What prevents Germany from doing it: old guilty feelings or economic ties with Russia?
“The Nuremberg trial was a case of victors’ justice after a great war. First, there is still no winner. And secondly, even if the court had its say, would it stop Russian tanks? I think not. Russia would be the least likely state to comply with decisions of international courts. Therefore, the international community must now discuss how to stop Russian forces’ actions in Ukraine, both overt and covert.
“Ukraine, for its part, should bet on the internationalization of the conflict, bringing to the conflict region peacekeeping force or developing a cooperation effort with police from other countries.”
In many ways, what is happening in Russia today is a consequence of the fact that the country has never condemned crimes of the Stalinist totalitarianism.
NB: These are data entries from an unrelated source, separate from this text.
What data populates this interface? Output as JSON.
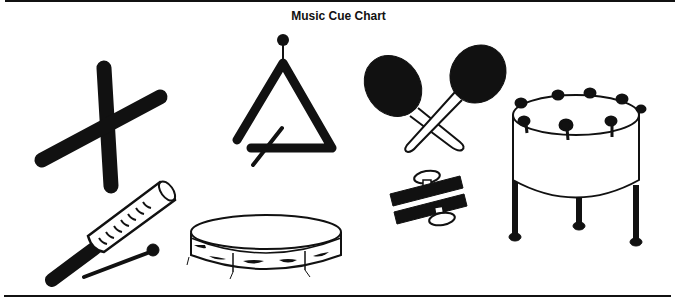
{
  "title": "Music Cue Chart",
  "colors": {
    "ink": "#111111",
    "paper": "#ffffff"
  },
  "instruments": [
    {
      "id": "rhythm-sticks",
      "icon": "crossed-sticks-icon"
    },
    {
      "id": "triangle",
      "icon": "triangle-icon"
    },
    {
      "id": "maracas",
      "icon": "maracas-icon"
    },
    {
      "id": "steel-drum",
      "icon": "steel-drum-icon"
    },
    {
      "id": "guiro",
      "icon": "guiro-icon"
    },
    {
      "id": "tambourine",
      "icon": "tambourine-icon"
    },
    {
      "id": "wood-block-clappers",
      "icon": "clapper-icon"
    }
  ]
}
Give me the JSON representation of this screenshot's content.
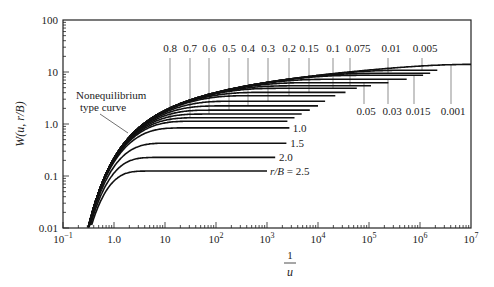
{
  "chart_data": {
    "type": "line",
    "title": "",
    "xlabel": "1/u",
    "ylabel": "W(u, r/B)",
    "xscale": "log",
    "yscale": "log",
    "xlim": [
      0.1,
      10000000
    ],
    "ylim": [
      0.01,
      100
    ],
    "grid": false,
    "x_ticks": [
      {
        "value": 0.1,
        "base": "10",
        "exp": "−1"
      },
      {
        "value": 1,
        "label": "1.0"
      },
      {
        "value": 10,
        "label": "10"
      },
      {
        "value": 100,
        "base": "10",
        "exp": "2"
      },
      {
        "value": 1000,
        "base": "10",
        "exp": "3"
      },
      {
        "value": 10000,
        "base": "10",
        "exp": "4"
      },
      {
        "value": 100000,
        "base": "10",
        "exp": "5"
      },
      {
        "value": 1000000,
        "base": "10",
        "exp": "6"
      },
      {
        "value": 10000000,
        "base": "10",
        "exp": "7"
      }
    ],
    "y_ticks": [
      {
        "value": 100,
        "label": "100"
      },
      {
        "value": 10,
        "label": "10"
      },
      {
        "value": 1,
        "label": "1.0"
      },
      {
        "value": 0.1,
        "label": "0.1"
      },
      {
        "value": 0.01,
        "label": "0.01"
      }
    ],
    "annotation": {
      "text_line1": "Nonequilibrium",
      "text_line2": "type curve"
    },
    "series": [
      {
        "name": "r/B = 2.5",
        "r_over_B": 2.5,
        "plateau_W": 0.125,
        "x_end": 1000,
        "label": "r/B = 2.5",
        "label_pos": "right"
      },
      {
        "name": "r/B = 2.0",
        "r_over_B": 2.0,
        "plateau_W": 0.228,
        "x_end": 1500,
        "label": "2.0",
        "label_pos": "right"
      },
      {
        "name": "r/B = 1.5",
        "r_over_B": 1.5,
        "plateau_W": 0.428,
        "x_end": 2500,
        "label": "1.5",
        "label_pos": "right"
      },
      {
        "name": "r/B = 1.0",
        "r_over_B": 1.0,
        "plateau_W": 0.842,
        "x_end": 2800,
        "label": "1.0",
        "label_pos": "right"
      },
      {
        "name": "r/B = 0.8",
        "r_over_B": 0.8,
        "plateau_W": 1.13,
        "x_end": 2600,
        "label": "0.8",
        "label_pos": "top"
      },
      {
        "name": "r/B = 0.7",
        "r_over_B": 0.7,
        "plateau_W": 1.32,
        "x_end": 3500,
        "label": "0.7",
        "label_pos": "top"
      },
      {
        "name": "r/B = 0.6",
        "r_over_B": 0.6,
        "plateau_W": 1.55,
        "x_end": 5000,
        "label": "0.6",
        "label_pos": "top"
      },
      {
        "name": "r/B = 0.5",
        "r_over_B": 0.5,
        "plateau_W": 1.85,
        "x_end": 7000,
        "label": "0.5",
        "label_pos": "top"
      },
      {
        "name": "r/B = 0.4",
        "r_over_B": 0.4,
        "plateau_W": 2.23,
        "x_end": 10000,
        "label": "0.4",
        "label_pos": "top"
      },
      {
        "name": "r/B = 0.3",
        "r_over_B": 0.3,
        "plateau_W": 2.74,
        "x_end": 14000,
        "label": "0.3",
        "label_pos": "top"
      },
      {
        "name": "r/B = 0.2",
        "r_over_B": 0.2,
        "plateau_W": 3.51,
        "x_end": 22000,
        "label": "0.2",
        "label_pos": "top"
      },
      {
        "name": "r/B = 0.15",
        "r_over_B": 0.15,
        "plateau_W": 4.06,
        "x_end": 35000,
        "label": "0.15",
        "label_pos": "top"
      },
      {
        "name": "r/B = 0.1",
        "r_over_B": 0.1,
        "plateau_W": 4.85,
        "x_end": 60000,
        "label": "0.1",
        "label_pos": "top"
      },
      {
        "name": "r/B = 0.075",
        "r_over_B": 0.075,
        "plateau_W": 5.42,
        "x_end": 110000,
        "label": "0.075",
        "label_pos": "top"
      },
      {
        "name": "r/B = 0.05",
        "r_over_B": 0.05,
        "plateau_W": 6.23,
        "x_end": 250000,
        "label": "0.05",
        "label_pos": "bottom"
      },
      {
        "name": "r/B = 0.03",
        "r_over_B": 0.03,
        "plateau_W": 7.25,
        "x_end": 550000,
        "label": "0.03",
        "label_pos": "bottom"
      },
      {
        "name": "r/B = 0.015",
        "r_over_B": 0.015,
        "plateau_W": 8.63,
        "x_end": 1200000,
        "label": "0.015",
        "label_pos": "bottom"
      },
      {
        "name": "r/B = 0.01",
        "r_over_B": 0.01,
        "plateau_W": 9.44,
        "x_end": 1600000,
        "label": "0.01",
        "label_pos": "top"
      },
      {
        "name": "r/B = 0.005",
        "r_over_B": 0.005,
        "plateau_W": 10.83,
        "x_end": 2200000,
        "label": "0.005",
        "label_pos": "top"
      },
      {
        "name": "r/B = 0.001",
        "r_over_B": 0.001,
        "plateau_W": 14.05,
        "x_end": 10000000,
        "label": "0.001",
        "label_pos": "bottom"
      }
    ],
    "top_labels": [
      {
        "text": "0.8",
        "x": 170,
        "lx": 170
      },
      {
        "text": "0.7",
        "x": 190,
        "lx": 190
      },
      {
        "text": "0.6",
        "x": 209,
        "lx": 209
      },
      {
        "text": "0.5",
        "x": 229,
        "lx": 229
      },
      {
        "text": "0.4",
        "x": 248,
        "lx": 248
      },
      {
        "text": "0.3",
        "x": 268,
        "lx": 268
      },
      {
        "text": "0.2",
        "x": 289,
        "lx": 289
      },
      {
        "text": "0.15",
        "x": 309,
        "lx": 309
      },
      {
        "text": "0.1",
        "x": 333,
        "lx": 333
      },
      {
        "text": "0.075",
        "x": 358,
        "lx": 350
      },
      {
        "text": "0.01",
        "x": 391,
        "lx": 388
      },
      {
        "text": "0.005",
        "x": 425,
        "lx": 422
      }
    ],
    "bottom_labels": [
      {
        "text": "0.05",
        "x": 366,
        "lx": 364
      },
      {
        "text": "0.03",
        "x": 392,
        "lx": 388
      },
      {
        "text": "0.015",
        "x": 418,
        "lx": 414
      },
      {
        "text": "0.001",
        "x": 453,
        "lx": 451
      }
    ]
  }
}
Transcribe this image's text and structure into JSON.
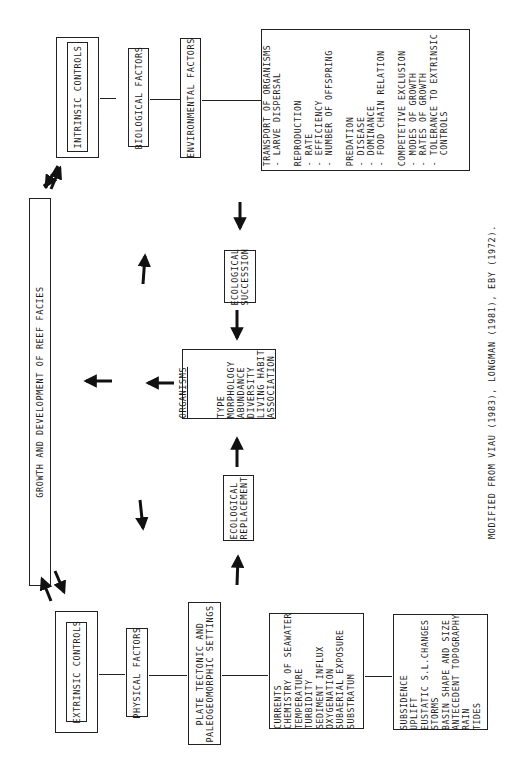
{
  "diagram": {
    "central": {
      "label": "GROWTH AND DEVELOPMENT OF REEF FACIES"
    },
    "intrinsic": {
      "title": "INTRINSIC CONTROLS",
      "factor1": "BIOLOGICAL FACTORS",
      "factor2": "ENVIRONMENTAL FACTORS",
      "details": "TRANSPORT OF ORGANISMS\n- LARVE DISPERSAL\n\nREPRODUCTION\n- RATE\n- EFFICIENCY\n- NUMBER OF OFFSPRING\n\nPREDATION\n- DISEASE\n- DOMINANCE\n- FOOD CHAIN RELATION\n\nCOMPETETIVE EXCLUSION\n- MODES OF GROWTH\n- RATES OF GROWTH\n- TOLERANCE TO EXTRINSIC\n  CONTROLS"
    },
    "extrinsic": {
      "title": "EXTRINSIC CONTROLS",
      "factor1": "PHYSICAL FACTORS",
      "factor2": "PLATE TECTONIC AND\nPALEOGEOMORPHIC SETTINGS",
      "details1": "CURRENTS\nCHEMISTRY OF SEAWATER\nTEMPERATURE\nTURBIDITY\nSEDIMENT INFLUX\nOXYGENATION\nSUBAERIAL EXPOSURE\nSUBSTRATUM",
      "details2": "SUBSIDENCE\nUPLIFT\nEUSTATIC S.L.CHANGES\nSTORMS\nBASIN SHAPE AND SIZE\nANTECEDENT TOPOGRAPHY\nRAIN\nTIDES"
    },
    "organisms": {
      "title": "ORGANISMS",
      "attributes": "TYPE\nMORPHOLOGY\nABUNDANCE\nDIVERSITY\nLIVING HABIT\nASSOCIATION"
    },
    "succession": {
      "label": "ECOLOGICAL\nSUCCESSION"
    },
    "replacement": {
      "label": "ECOLOGICAL\nREPLACEMENT"
    },
    "caption": "MODIFIED FROM VIAU (1983), LONGMAN (1981), EBY (1972)."
  }
}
We see that they are glorifying Joseph Stalin, that people carry his portraits at demonstrations. How can it be cured? Should not that be of concern to the international community, and Germany in particular?
“Honestly, I think it makes more sense to work on the consciousness of the Germans, French, and even the Americans than the Russians. Russian citizens cannot express their views on any matter freely now. So, even changing their consciousness will have no direct impact on their nation’s policies.”
What, then, can affect the only Russian who does determine the nation’s policies, that is, Putin?
“Steinmeier, when presenting his initiative to hold a second round of the Geneva talks, said that the first prerequisite of these new understandings should be a clear signal from all parties to de-escalate the conflict. It remains a mystery whether Russia wants it.
“If we talk about what can stop Putin, it seems to me that our best hope is the threat to supply Ukraine with arms, talked about first by Zbigniew Brzezinski and now by the Republicans in the US Senate who have drafted a bill on military assistance to Ukraine to the tune of 100 million dollars, and even the actual delivery of arms will give the world leverage over Russia. It is a really risky step still, of course. Now the question is whether to stop the Yugoslav scenario in Ukraine right now, showing force and applying pressure to the other side, so to speak, to a new Slobodan Milosevic, or allow this scenario to unfold and stop it much later, as we did in Yugoslavia.”